Write the entries out in full, matching them exactly.

Stored items
__________

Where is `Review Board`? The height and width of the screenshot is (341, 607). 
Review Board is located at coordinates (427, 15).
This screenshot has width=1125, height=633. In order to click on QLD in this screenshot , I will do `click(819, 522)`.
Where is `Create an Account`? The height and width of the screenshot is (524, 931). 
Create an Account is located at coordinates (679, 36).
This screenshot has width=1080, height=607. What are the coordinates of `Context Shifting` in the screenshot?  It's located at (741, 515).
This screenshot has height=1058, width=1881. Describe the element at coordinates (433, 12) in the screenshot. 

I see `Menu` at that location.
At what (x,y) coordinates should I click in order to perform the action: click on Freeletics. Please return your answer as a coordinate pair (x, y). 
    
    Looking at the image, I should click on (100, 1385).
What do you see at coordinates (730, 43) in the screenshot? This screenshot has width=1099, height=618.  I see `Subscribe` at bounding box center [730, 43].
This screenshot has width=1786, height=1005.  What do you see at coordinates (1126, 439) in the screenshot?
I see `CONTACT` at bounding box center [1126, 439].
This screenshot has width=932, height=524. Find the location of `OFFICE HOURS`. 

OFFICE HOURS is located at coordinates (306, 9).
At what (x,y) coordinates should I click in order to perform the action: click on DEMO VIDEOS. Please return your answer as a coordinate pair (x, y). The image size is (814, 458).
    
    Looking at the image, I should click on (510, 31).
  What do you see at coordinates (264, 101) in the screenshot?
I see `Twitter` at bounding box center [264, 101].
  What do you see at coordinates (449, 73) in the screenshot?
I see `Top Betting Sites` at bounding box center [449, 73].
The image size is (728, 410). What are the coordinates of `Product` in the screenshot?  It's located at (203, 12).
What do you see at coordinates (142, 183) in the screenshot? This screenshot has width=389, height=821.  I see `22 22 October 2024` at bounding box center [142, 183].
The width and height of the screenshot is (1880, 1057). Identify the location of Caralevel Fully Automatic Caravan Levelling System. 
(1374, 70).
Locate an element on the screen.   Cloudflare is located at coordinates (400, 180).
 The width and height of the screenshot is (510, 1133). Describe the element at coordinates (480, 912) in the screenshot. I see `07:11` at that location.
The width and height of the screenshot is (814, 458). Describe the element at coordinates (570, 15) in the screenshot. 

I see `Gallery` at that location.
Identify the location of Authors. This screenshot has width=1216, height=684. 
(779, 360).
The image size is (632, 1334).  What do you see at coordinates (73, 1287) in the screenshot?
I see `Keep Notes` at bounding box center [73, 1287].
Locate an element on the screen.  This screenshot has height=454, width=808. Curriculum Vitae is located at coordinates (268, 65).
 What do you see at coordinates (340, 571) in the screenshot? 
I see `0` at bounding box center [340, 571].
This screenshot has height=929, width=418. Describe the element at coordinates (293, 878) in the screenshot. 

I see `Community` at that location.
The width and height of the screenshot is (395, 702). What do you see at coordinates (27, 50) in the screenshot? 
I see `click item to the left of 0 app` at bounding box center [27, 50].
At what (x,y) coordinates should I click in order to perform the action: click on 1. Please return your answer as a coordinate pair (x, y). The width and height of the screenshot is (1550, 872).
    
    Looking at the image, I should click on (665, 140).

__________

Result for this exercise:
Where is `Review Board`? The height and width of the screenshot is (341, 607). 
Review Board is located at coordinates (427, 15).
This screenshot has width=1125, height=633. In order to click on QLD in this screenshot , I will do `click(819, 522)`.
Where is `Create an Account`? The height and width of the screenshot is (524, 931). 
Create an Account is located at coordinates (679, 36).
This screenshot has width=1080, height=607. What are the coordinates of `Context Shifting` in the screenshot?  It's located at (741, 515).
This screenshot has height=1058, width=1881. Describe the element at coordinates (433, 12) in the screenshot. 

I see `Menu` at that location.
At what (x,y) coordinates should I click in order to perform the action: click on Freeletics. Please return your answer as a coordinate pair (x, y). 
    
    Looking at the image, I should click on (100, 1385).
What do you see at coordinates (730, 43) in the screenshot? This screenshot has width=1099, height=618.  I see `Subscribe` at bounding box center [730, 43].
This screenshot has width=1786, height=1005.  What do you see at coordinates (1126, 439) in the screenshot?
I see `CONTACT` at bounding box center [1126, 439].
This screenshot has width=932, height=524. Find the location of `OFFICE HOURS`. 

OFFICE HOURS is located at coordinates (306, 9).
At what (x,y) coordinates should I click in order to perform the action: click on DEMO VIDEOS. Please return your answer as a coordinate pair (x, y). The image size is (814, 458).
    
    Looking at the image, I should click on (510, 31).
  What do you see at coordinates (264, 101) in the screenshot?
I see `Twitter` at bounding box center [264, 101].
  What do you see at coordinates (449, 73) in the screenshot?
I see `Top Betting Sites` at bounding box center [449, 73].
The image size is (728, 410). What are the coordinates of `Product` in the screenshot?  It's located at (203, 12).
What do you see at coordinates (142, 183) in the screenshot? This screenshot has width=389, height=821.  I see `22 22 October 2024` at bounding box center [142, 183].
The width and height of the screenshot is (1880, 1057). Identify the location of Caralevel Fully Automatic Caravan Levelling System. 
(1374, 70).
Locate an element on the screen.   Cloudflare is located at coordinates (400, 180).
 The width and height of the screenshot is (510, 1133). Describe the element at coordinates (480, 912) in the screenshot. I see `07:11` at that location.
The width and height of the screenshot is (814, 458). Describe the element at coordinates (570, 15) in the screenshot. 

I see `Gallery` at that location.
Identify the location of Authors. This screenshot has width=1216, height=684. 
(779, 360).
The image size is (632, 1334).  What do you see at coordinates (73, 1287) in the screenshot?
I see `Keep Notes` at bounding box center [73, 1287].
Locate an element on the screen.  This screenshot has height=454, width=808. Curriculum Vitae is located at coordinates (268, 65).
 What do you see at coordinates (340, 571) in the screenshot? 
I see `0` at bounding box center [340, 571].
This screenshot has height=929, width=418. Describe the element at coordinates (293, 878) in the screenshot. 

I see `Community` at that location.
The width and height of the screenshot is (395, 702). What do you see at coordinates (27, 50) in the screenshot? 
I see `click item to the left of 0 app` at bounding box center [27, 50].
At what (x,y) coordinates should I click in order to perform the action: click on 1. Please return your answer as a coordinate pair (x, y). The width and height of the screenshot is (1550, 872).
    
    Looking at the image, I should click on (665, 140).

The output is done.